Re-reading Story
by screenwriting guru Robert McKee the other day, I came across this quote in a
section headed The Gift of Endurance: ‘Long before you finish [writing], the
love of self will rot and die, the love of ideas sicken and perish ... Of all the reasons for wanting to write, the
only one that nurtures us through time is love of the work itself.’
Cheerful,
huh? Especially on a short winter’s day, with weeks of getting up in the dark still
to go.
I mean,
let’s face it, who does love the work all the time? All too often the
actual process of writing is frustrating, demoralising and painful. Who hasn’t
ever asked: is my story any good? Will anyone buy it? Can I really do all this
over again?
It sometimes
feels as if self-doubt
is an interminable negative feedback loop, constantly undermining our
confidence in our ability to do the very thing we love.
And there it is again. That word. Love.
Personally, I suspect
it’s part of the problem. Saying ‘I love writing’ implies it is
necessarily a deeply rewarding emotional experience. When it’s not, a lot of us
seem to blame ourselves: maybe we don’t love our characters enough or our plots;
maybe the people who believe in us are just plain crazy.
But what is left
if we don’t buy into the notion that we have to love what we do in order to keep
doing it? Well, here are a couple of things that cheer me up no end.
According to research by psychologist Anders Ericsson,
elite musicians, athletes and chess players weren’t born with unique gifts. They
are instead highly motivated individuals who have to complete at least 10,000 hours
of deliberate practice over a period of more than ten years in order to achieve
their exceptional abilities.
To quote Christian Jarret’s handy 30-Second Psychology, for this type of
practice to work, ‘You don’t just repeat what you know but instead constantly
seek to stretch yourself. This inevitably involves forensic self-criticism,
repeated failure and a dogged ability to keep dusting yourself down and trying
again.’
Sound familiar?
Then how about this, also from Jarret:
‘Anxious individuals are more prone to attribute negative events to flaws in
their nature, rather than circumstances.’ That’s from the section about Fundamental
Attribution Error.
So, with all due respect to Mr McKee (who I
admire a lot), forget about endurance being a gift. It’s bloody hard graft. And
that’s the point. Lucky you if you do love the work, but that’s not the only
way. For me, for example, ‘the work’ is too abstract a concept to keep me going
year after year. I have to care passionately about this story, these
characters, their troubled dreams.
Keeping this passion alive is like tending a
fire: I have to sit down beside my story and look into its depths. If it’s
dying, I feed it more research, more imagination, more hard work. Sometimes it consumes
reams of notes about the main character’s motivation, or a single sheet with a clearer
articulation of the theme. At other times it needs more knowledge gaps. Tighter
scenes with more dramatic turning points.

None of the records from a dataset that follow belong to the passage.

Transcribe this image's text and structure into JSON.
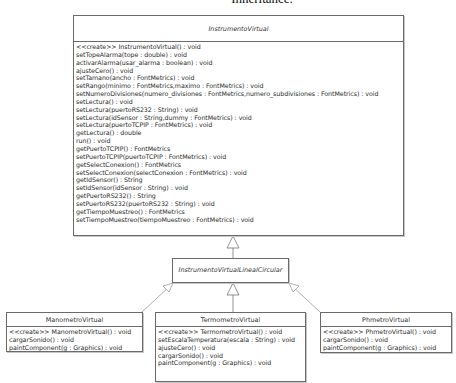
{
  "caption": "Inheritance.",
  "classes": {
    "instrumento_virtual": {
      "name": "InstrumentoVirtual",
      "abstract": true,
      "methods": [
        "<<create>> InstrumentoVirtual() : void",
        "setTopeAlarma(tope : double) : void",
        "activarAlarma(usar_alarma : boolean) : void",
        "ajusteCero() : void",
        "setTamano(ancho : FontMetrics) : void",
        "setRango(minimo : FontMetrics,maximo : FontMetrics) : void",
        "setNumeroDivisiones(numero_divisiones : FontMetrics,numero_subdivisiones : FontMetrics) : void",
        "setLectura() : void",
        "setLectura(puertoRS232 : String) : void",
        "setLectura(idSensor : String,dummy : FontMetrics) : void",
        "setLectura(puertoTCPIP : FontMetrics) : void",
        "getLectura() : double",
        "run() : void",
        "getPuertoTCPIP() : FontMetrics",
        "setPuertoTCPIP(puertoTCPIP : FontMetrics) : void",
        "getSelectConexion() : FontMetrics",
        "setSelectConexion(selectConexion : FontMetrics) : void",
        "getIdSensor() : String",
        "setIdSensor(idSensor : String) : void",
        "getPuertoRS232() : String",
        "setPuertoRS232(puertoRS232 : String) : void",
        "getTiempoMuestreo() : FontMetrics",
        "setTiempoMuestreo(tiempoMuestreo : FontMetrics) : void"
      ]
    },
    "lineal_circular": {
      "name": "InstrumentoVirtualLinealCircular",
      "abstract": true
    },
    "manometro": {
      "name": "ManometroVirtual",
      "methods": [
        "<<create>> ManometroVirtual() : void",
        "cargarSonido() : void",
        "paintComponent(g : Graphics) : void"
      ]
    },
    "termometro": {
      "name": "TermometroVirtual",
      "methods": [
        "<<create>> TermometroVirtual() : void",
        "setEscalaTemperatura(escala : String) : void",
        "ajusteCero() : void",
        "cargarSonido() : void",
        "paintComponent(g : Graphics) : void"
      ]
    },
    "phmetro": {
      "name": "PhmetroVirtual",
      "methods": [
        "<<create>> PhmetroVirtual() : void",
        "cargarSonido() : void",
        "paintComponent(g : Graphics) : void"
      ]
    }
  },
  "relations": [
    {
      "from": "InstrumentoVirtualLinealCircular",
      "to": "InstrumentoVirtual",
      "type": "generalization",
      "style": "solid"
    },
    {
      "from": "TermometroVirtual",
      "to": "InstrumentoVirtualLinealCircular",
      "type": "generalization",
      "style": "solid"
    },
    {
      "from": "ManometroVirtual",
      "to": "InstrumentoVirtualLinealCircular",
      "type": "generalization",
      "style": "solid"
    },
    {
      "from": "PhmetroVirtual",
      "to": "InstrumentoVirtualLinealCircular",
      "type": "generalization",
      "style": "solid"
    }
  ],
  "colors": {
    "border": "#6a6a6a",
    "text": "#2a2a2a",
    "line": "#8a8a8a",
    "background": "#ffffff"
  }
}
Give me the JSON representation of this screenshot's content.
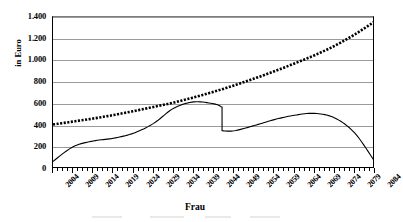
{
  "axis": {
    "y_title": "in Euro",
    "x_title": "Frau",
    "y_ticks": [
      "1.400",
      "1.200",
      "1.000",
      "800",
      "600",
      "400",
      "200",
      "0"
    ],
    "x_ticks": [
      "2004",
      "2009",
      "2014",
      "2019",
      "2024",
      "2029",
      "2034",
      "2039",
      "2044",
      "2049",
      "2054",
      "2059",
      "2064",
      "2069",
      "2074",
      "2079",
      "2084"
    ]
  },
  "colors": {
    "series_thick": "#000000",
    "series_thin": "#000000",
    "gridline": "#9a9a9a",
    "axis": "#000000",
    "background": "#ffffff"
  },
  "chart_data": {
    "type": "line",
    "title": "",
    "xlabel": "Frau",
    "ylabel": "in Euro",
    "xlim": [
      2004,
      2084
    ],
    "ylim": [
      0,
      1400
    ],
    "ytick_step": 200,
    "grid": true,
    "legend": "none",
    "x": [
      2004,
      2009,
      2014,
      2019,
      2024,
      2029,
      2034,
      2039,
      2044,
      2049,
      2054,
      2059,
      2064,
      2069,
      2074,
      2079,
      2084
    ],
    "series": [
      {
        "name": "Serie 1",
        "marker": "square",
        "style": "thick-dotted",
        "values": [
          410,
          437,
          465,
          497,
          533,
          572,
          612,
          660,
          712,
          770,
          833,
          900,
          972,
          1048,
          1135,
          1240,
          1360
        ]
      },
      {
        "name": "Serie 2",
        "marker": "none",
        "style": "thin-solid",
        "values": [
          70,
          205,
          258,
          283,
          330,
          420,
          560,
          618,
          600,
          352,
          400,
          455,
          495,
          512,
          470,
          330,
          65
        ]
      }
    ],
    "annotations": [
      {
        "type": "discontinuity",
        "x": 2046,
        "from": 570,
        "to": 352,
        "note": "abrupter Abfall"
      }
    ]
  }
}
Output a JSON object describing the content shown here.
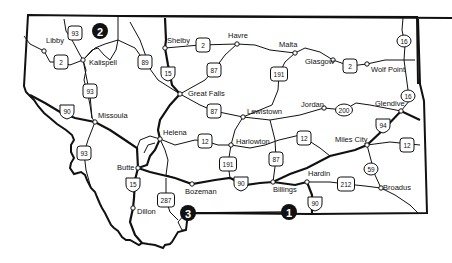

Or more cake for the writer. Chocolate. Wine. Another
long walk with my darling dog...
But yes, sometimes I have to close down the
chimney flue and walk away, trusting that the embers won’t die completely.
I have boundless admiration for people who
keep writing regardless. Did you see that tweet about this year’s winner of the
children’s & YA category of the Costa Book Prize? Apparently Brian Conaghan
received 217 rejections. Two hundred and seventeen! Unbelievable. I’d have
walked away long ago, no question about it.
So all power to him – and everyone else who keeps
on keeping on.
May your fire never go out.
Rowena House
10 comments:
I don't love writing either!
But I do LOVE stories and that's what keeps me going.
Great distinction, Jan. I guess that's what we've all go to do: find that core thing that'll keep up going.
Thanks Ro. A great blog & reassuring to hear it's not just me battling with inner demons x
Demons part of the job, I suspect. Maybe they're why we want to write in the first place - to slay them, or at least engage them in a heated debate!
Great blog, Ro. I suspect we all have love, aka a creative urge, and once that has been fulfilled we as writers, artists etc need some kind of external affirmation - that's the hard part, feeling nobody cares, so why bother continuing? For all the published and very well known there must be many many people whose work has never seen the light of day. Van Gogh etc never basked in the light of his subsequent fame. But doing something as well as one can, there is satisfaction in that. 10,000 hours indeed :0)
I love it and despise it in equal measure. Thanks for this. I agree. One is not born with the gift of endurance. It grows on you like a callous.
Defining love beyond my skill (& self-imposed word count) so opted out with 'a rewarding emotional experience'. But perhaps loathing something is a measure of how much we want to love it (and sometimes manage to). Dunno.
But I think we can definitely admire those with callouses, Candy, and keep our fingers crossed that all those who deserve external affirmation get it, Eden.
Thanks both so much for commenting.
I do love writing. I like the process of it, and how I can translate something from thoughts in my head into something in the head of another person. But mostly I only like it when it's going well!
Me too, Becca! Success - however one measures it - is THE best motivator, imo.